Some of my recent musings. An archive of older blog posts can be found here
Musing
Making Sense of “Time to Value”
Last year I wrote a few words about the “Time to Value” metric mentioned by Adrian Cockcroft in his “Innovation at Speed” talk at Re:Invent last year. This talk is about how to get better at software-based innovation (obviously, this involves using the cloud heavily — that’s why AWS is talking about it). Since in OLX we’re also looking at how to get a bit better at measuring our product development performance, I decided to reflect a little bit on this time to value metric to better understand what it means, what type of behavior the metric incentivizes and how to evaluate if that’s something your company is ready for (or even interested in).
Musing
The Great Decision Purge
Sorry for the link bait title. It was either this or “27 ideas on how to make better decisions,” and I’ve developed a spam filter in my brain that filters out titles with numbers in them.
Ok, let’s go on topic.
A while ago I wrote about well-considered decisions. I argued documenting decisions in a somewhat structured way is a great way to create trust and document the rationale behind things.
Musing
Your Essence
In a previous post I wrote about the “No More Feedback” book. I’m not done with this topic yet. In fact, I skipped a concept Carol Sanford focuses on quite a bit in the book: your essence. I realize how hippie this may sound, but as usual: bear with me.
So, dear reader, let’s continue our journey to make sense of a world without feedback, a world where everything you assumed to be “right” is turned up-side-down.
Musing
No More Feedback
At OLX I send out a weekly update email every Friday. It is an attempt to be transparent about what I’ve been working on that week and helps me reflect. Sometimes I also muse a bit on more broader topics I’ve been thinking about, or books I’ve read. This is an excerpt of this Friday’s email, I thought it may be interesting for people outside of the company as well.
Musing
Is this the right problem?
I sometimes joke that one half of my job is approving things, the other half is asking questions. Of course, asking any question isn’t all that hard, asking the right question is a skill. However, there are a few tricks. There are a couple of questions that prove valuable over and over. Let’s do some branding here and let’s call them power questions. Are you ready for some power?

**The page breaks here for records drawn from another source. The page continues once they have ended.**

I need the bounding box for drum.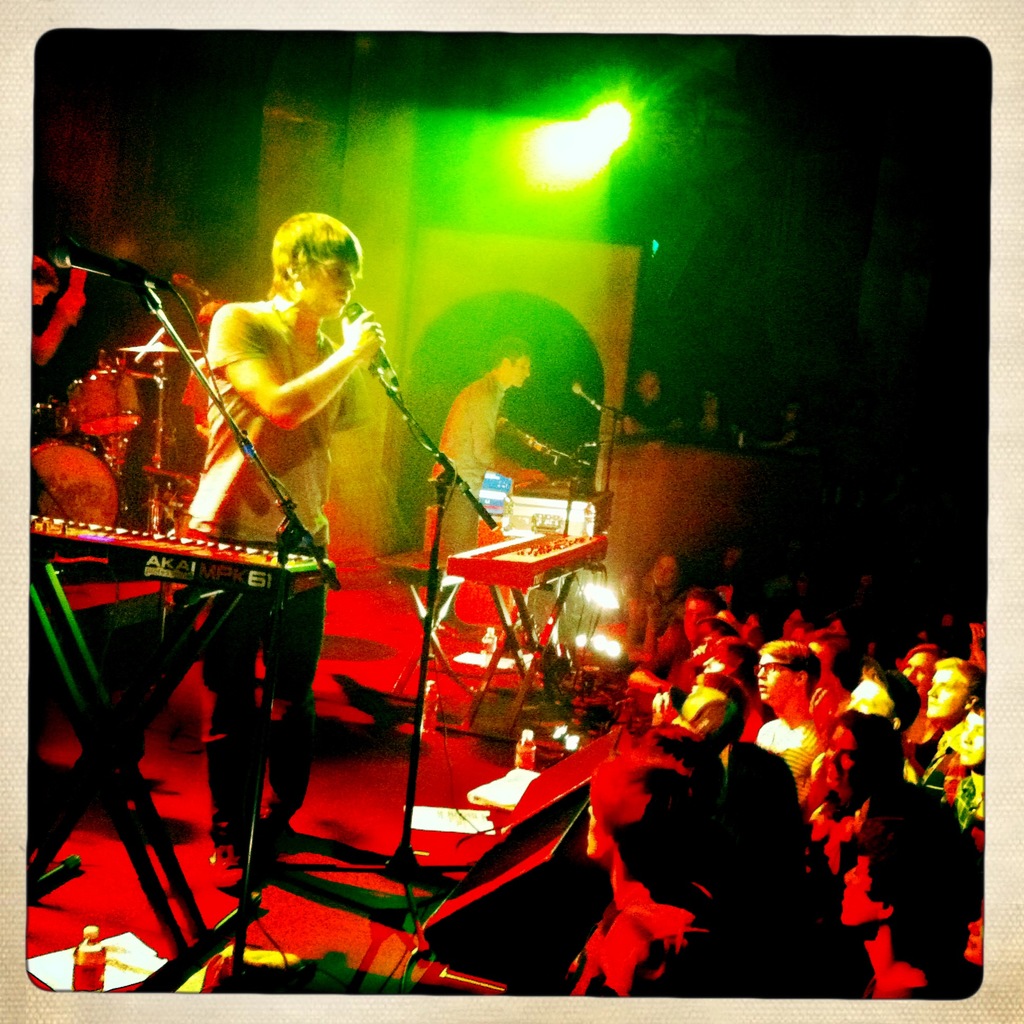
Here it is: [69,354,147,438].
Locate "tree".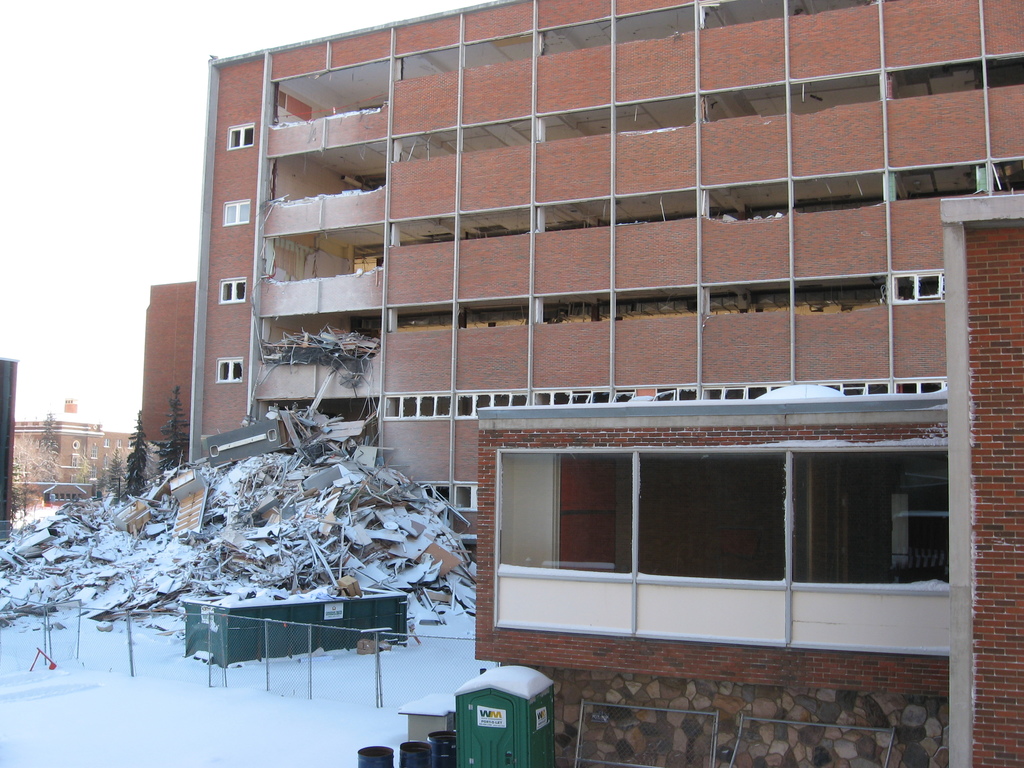
Bounding box: x1=144, y1=388, x2=193, y2=472.
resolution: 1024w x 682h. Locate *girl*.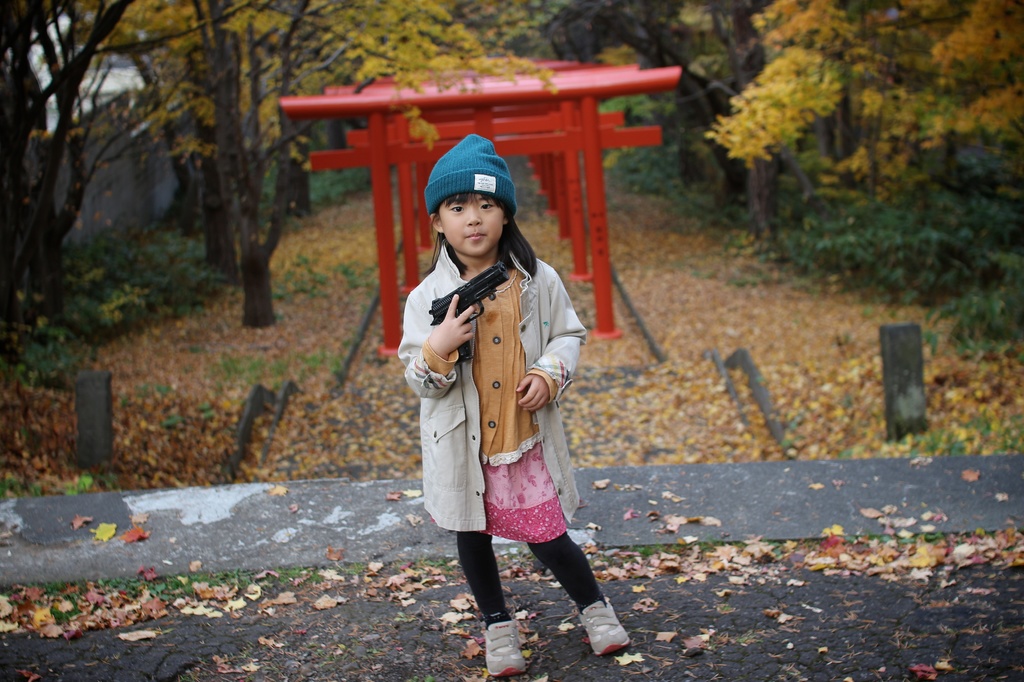
locate(400, 132, 634, 679).
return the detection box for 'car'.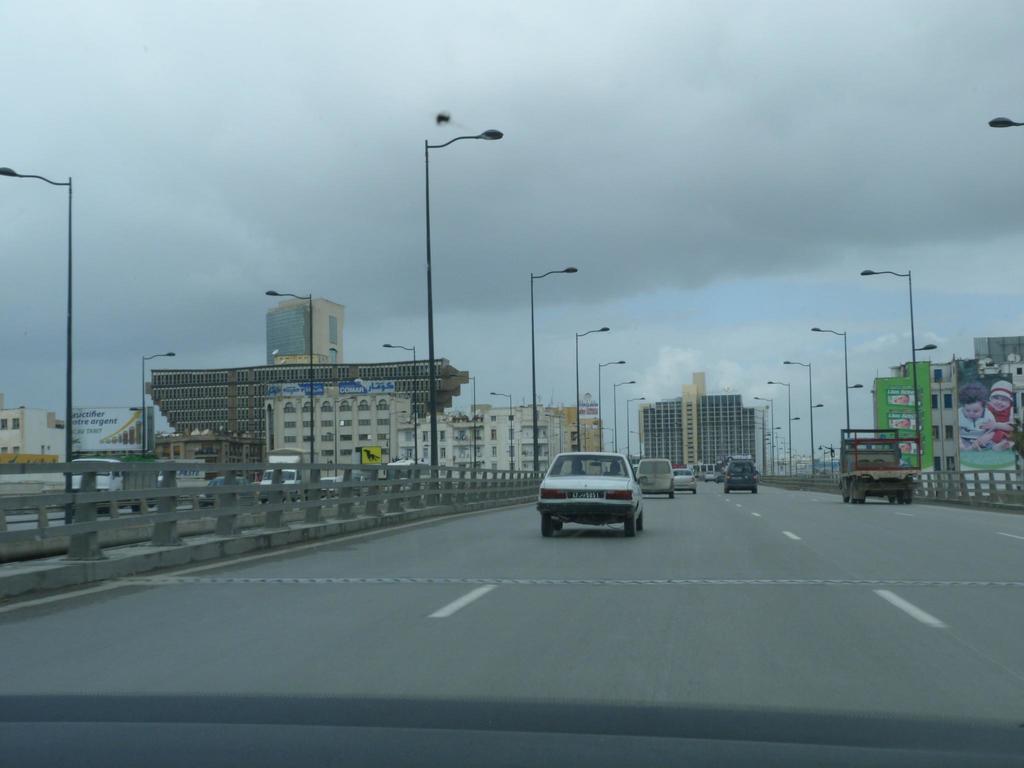
region(634, 454, 673, 496).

Here’s one: “Is this the right problem?
Musing
A Seat at the Table
Or: How to fight the hierarchy of disappointment Chances are that in your company, once it hits a certain size, the hierarchy of disappointment makes an appearance — and, not to be hyperbolic about it, it is slowly killing your company.
“What the hell is the hierarchy of disappointment!?”

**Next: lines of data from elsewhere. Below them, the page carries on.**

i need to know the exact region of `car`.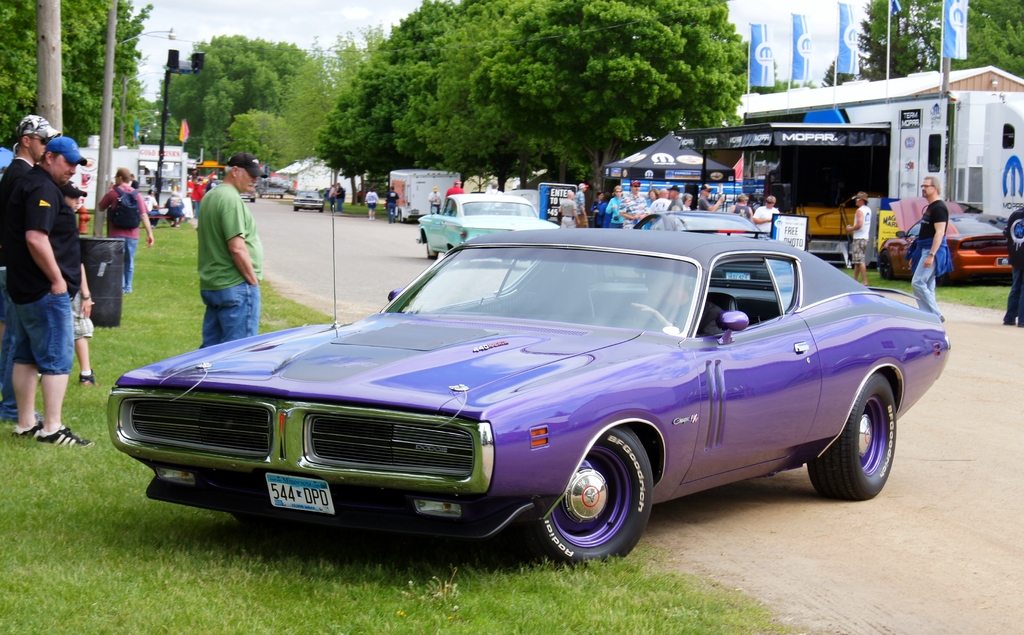
Region: (x1=412, y1=180, x2=549, y2=262).
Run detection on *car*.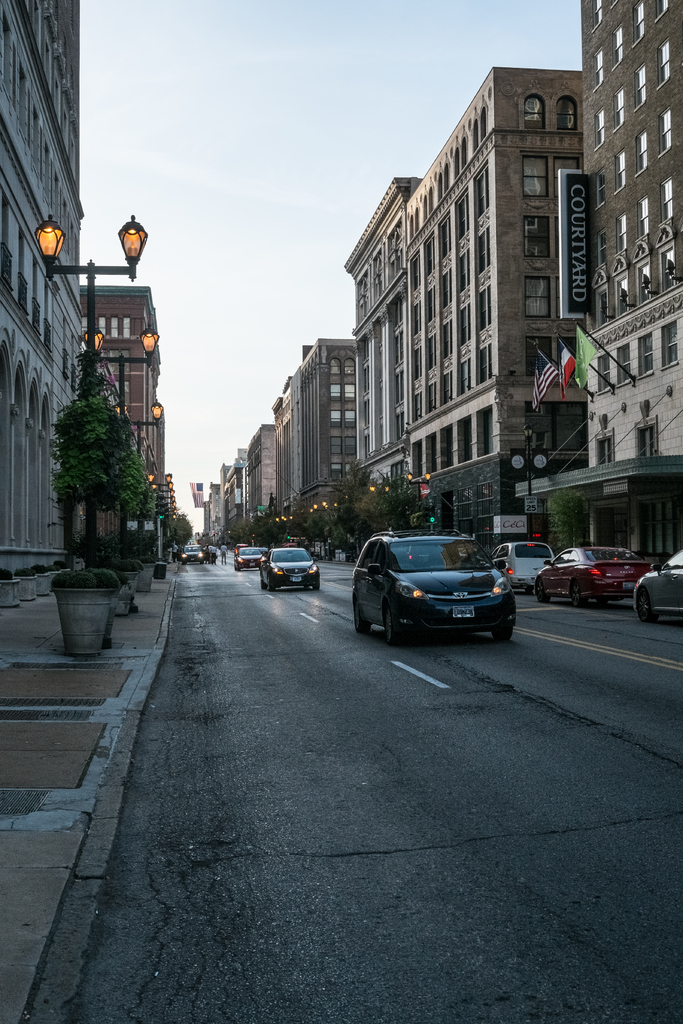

At the top of this hierarchy is the Business.
In the Business we identify opportunities in the market that are going to be huge (some would say yuge).
Musing
The Power of the Narrative
One thing I learned to do before giving a talk is to practice it beforehand. I figured this out in high school after blacking out fairly consistently during presentations in front of the class. A harsh start to my career as a speaker.

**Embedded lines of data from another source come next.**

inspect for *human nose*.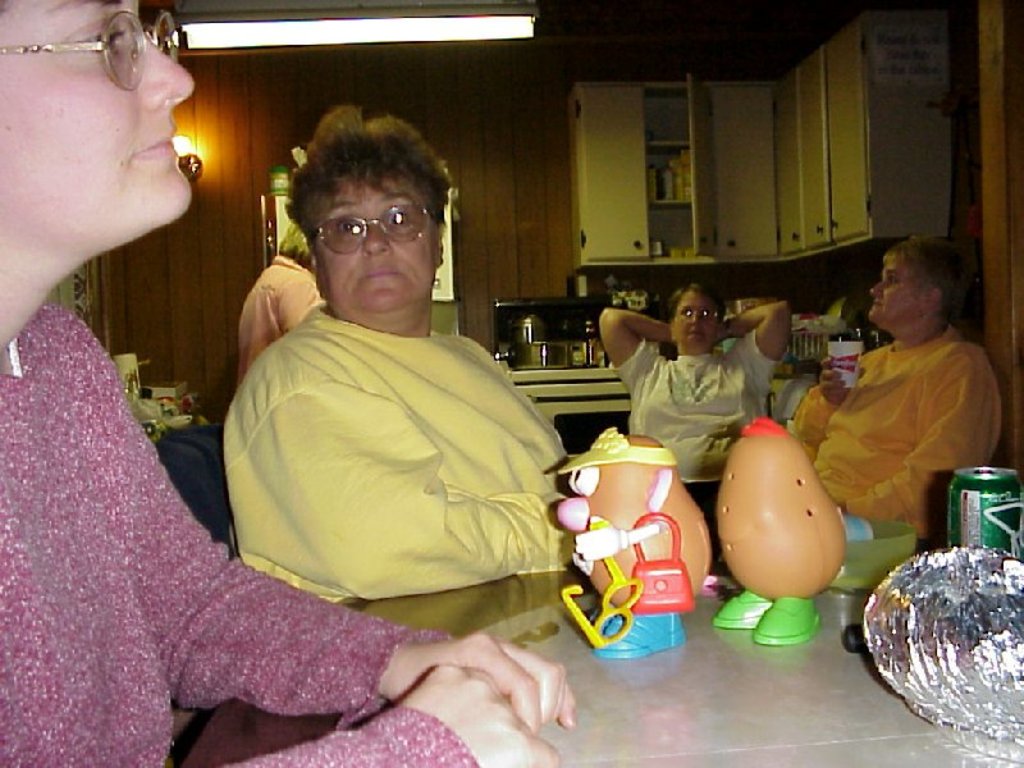
Inspection: bbox(872, 283, 884, 297).
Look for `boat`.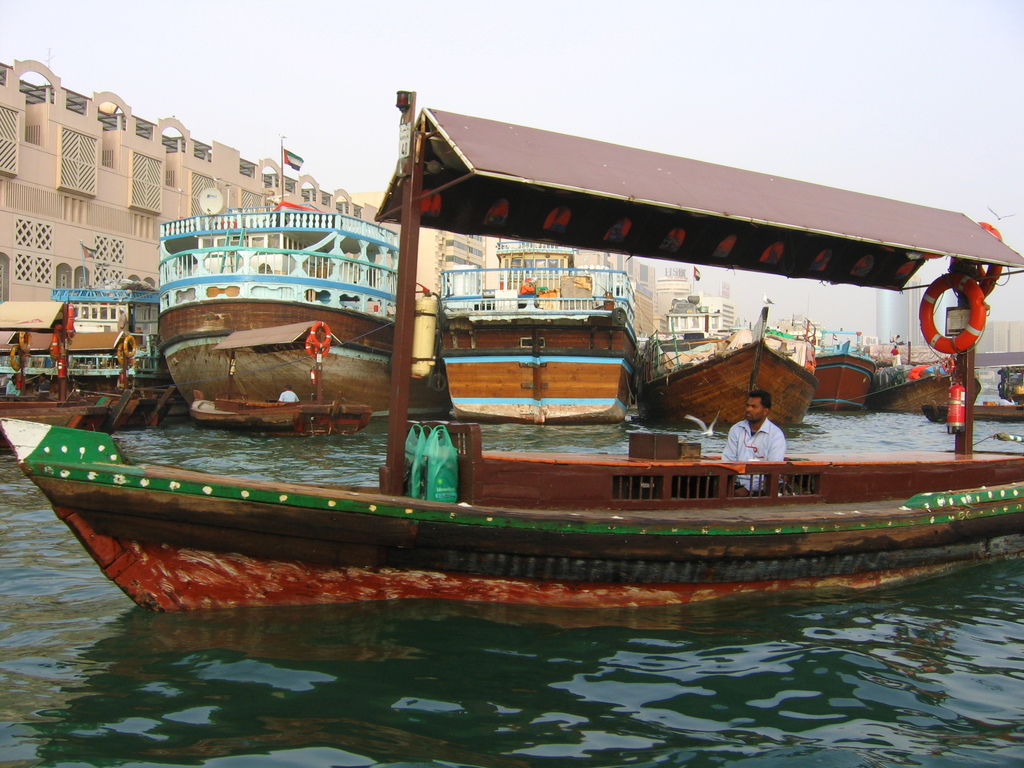
Found: l=638, t=301, r=812, b=426.
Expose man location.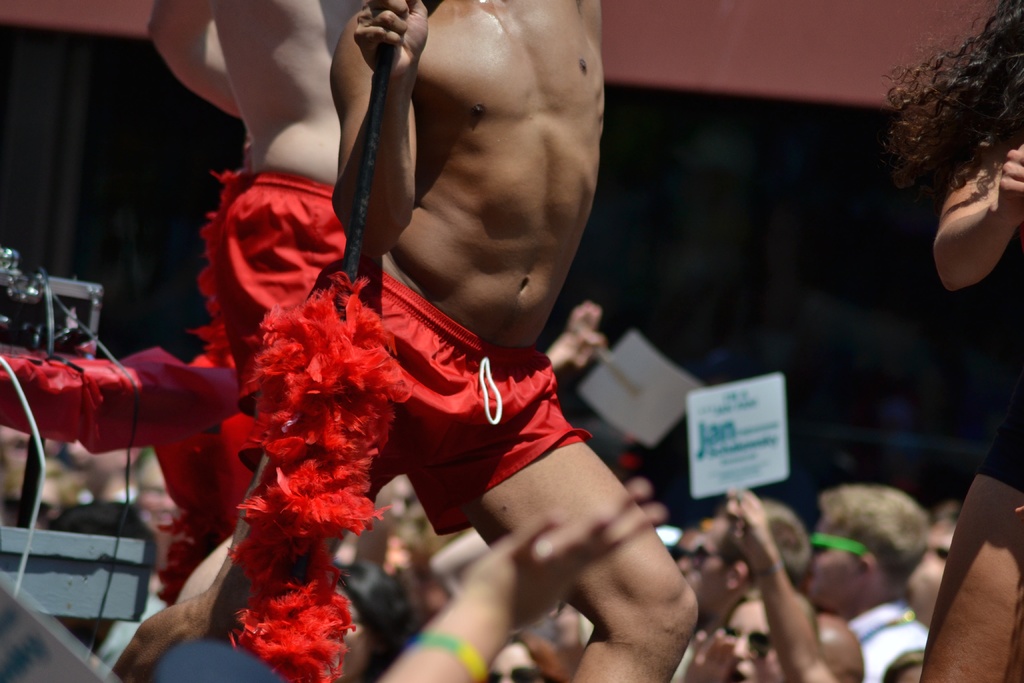
Exposed at [685,507,756,644].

To avoid this from happening again, I would practice presentations before, by presenting them to with the wall as my audience. It was shocking how often slides with their nice pictures, and occasional bullet point, seemed perfectly logical and sensible while editing them in Powerpoint, until I started to narrate them, and they made no sense at all.
Musing
Engineering Manager Essential Reads (2019)
“I’d like to become an engineering manager one day, what books should I read?" — Anonymous
I have three recommendations, and they’re ordered on purpose:
The Manager’s Path: A Guide for Tech Leaders Navigating Growth and Change by Camille Fournier
This is the book to start with. It’s the book I wish existed when I started my career. It starts at the individual contributor level and explains the roles and expectations all the way up there to senior tech leadership.
Musing
Writing For Busy People
A few years ago I wrote Reading for Busy People. Last week somebody asked if I cannot write something similar, but about writing. While it may not be visible online, I actually have been writing a lot recently, but most of it is internally focused (we use Facebook’s Workplace, where I have a space I use as an internal blog).
So, how does a “busy” person get time to write?
Musing
What does success look like?
This happens too often:
Employee has an idea for a new initiative (e.g. feature, workshop, hackathon, event storming session, newsletter, offsite, recurring meeting).
Manager: “That’s great, we support initiatives, let’s do it!”
Initiative happens; people participate; success is declared: “Initiative happened, lots of people participated, it was a success!”
Was it, though?
It’s quite often that we, as the initiator of some new idea, are so excited we are blind to its uselessness.